- **WORK REQUIRED**
Please keep pictures out and return the lines below exactly, from the one holding "Describe the element at coordinates (260, 121)" through the last, both included.

-- MATERIAL PROVIDED follows --

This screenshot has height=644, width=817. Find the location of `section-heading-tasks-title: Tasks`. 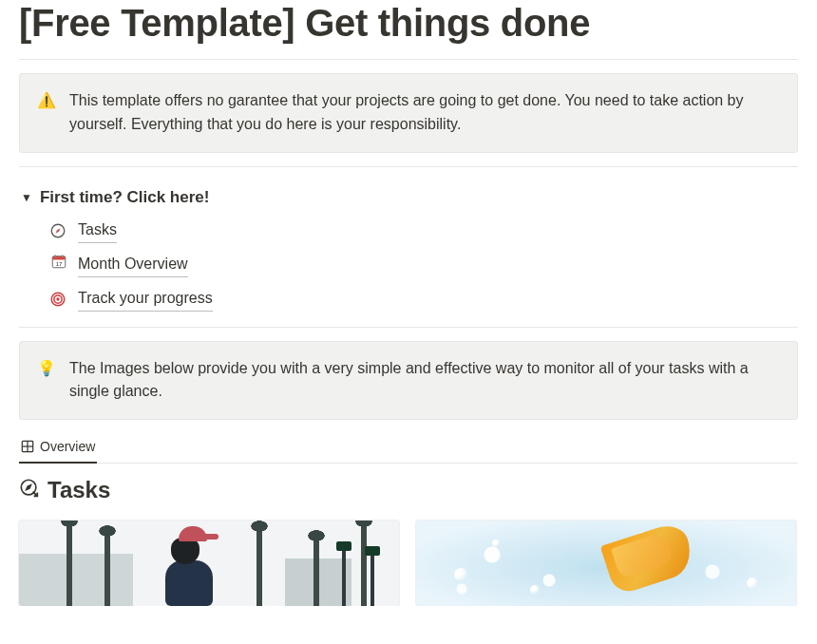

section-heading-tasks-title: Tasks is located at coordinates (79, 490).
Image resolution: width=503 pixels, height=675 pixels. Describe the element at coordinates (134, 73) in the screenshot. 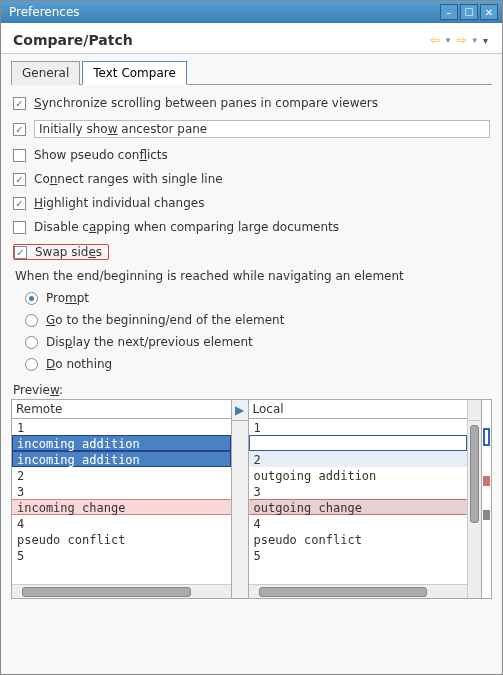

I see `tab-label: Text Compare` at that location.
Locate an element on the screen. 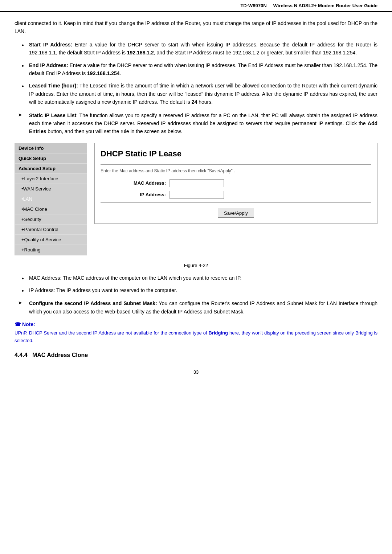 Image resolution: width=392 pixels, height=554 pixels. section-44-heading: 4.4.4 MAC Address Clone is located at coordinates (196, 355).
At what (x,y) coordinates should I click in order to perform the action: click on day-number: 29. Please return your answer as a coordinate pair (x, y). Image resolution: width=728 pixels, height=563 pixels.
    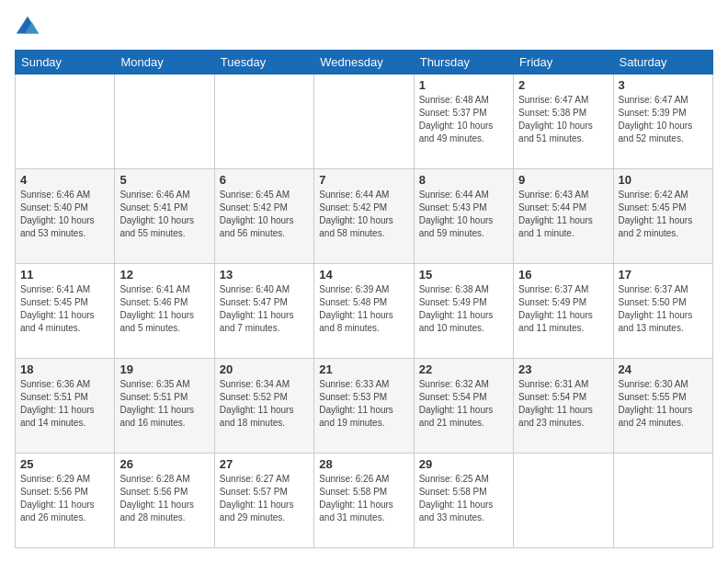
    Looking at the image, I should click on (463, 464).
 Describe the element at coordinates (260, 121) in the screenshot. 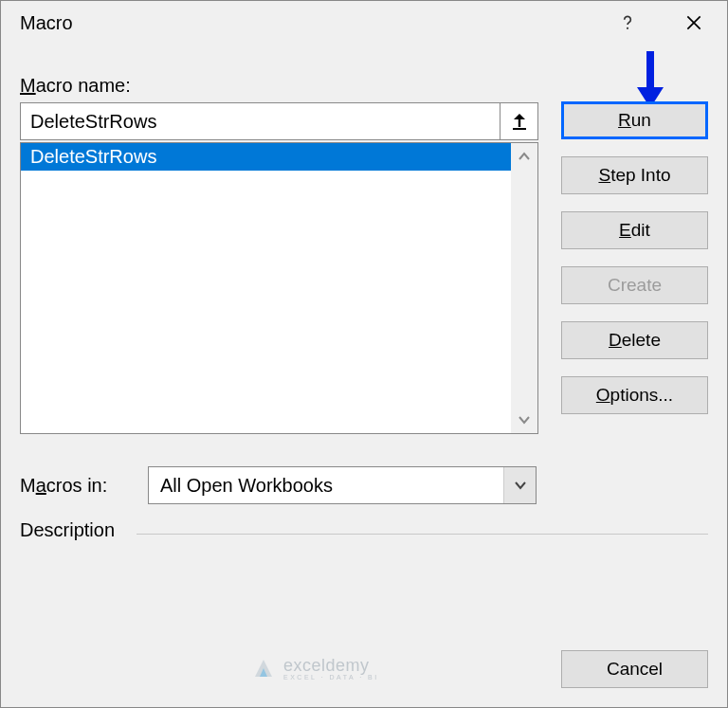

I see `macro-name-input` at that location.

-- MATERIAL PROVIDED concluded --

- **ANSWER**
 Describe the element at coordinates (260, 121) in the screenshot. 

I see `macro-name-input` at that location.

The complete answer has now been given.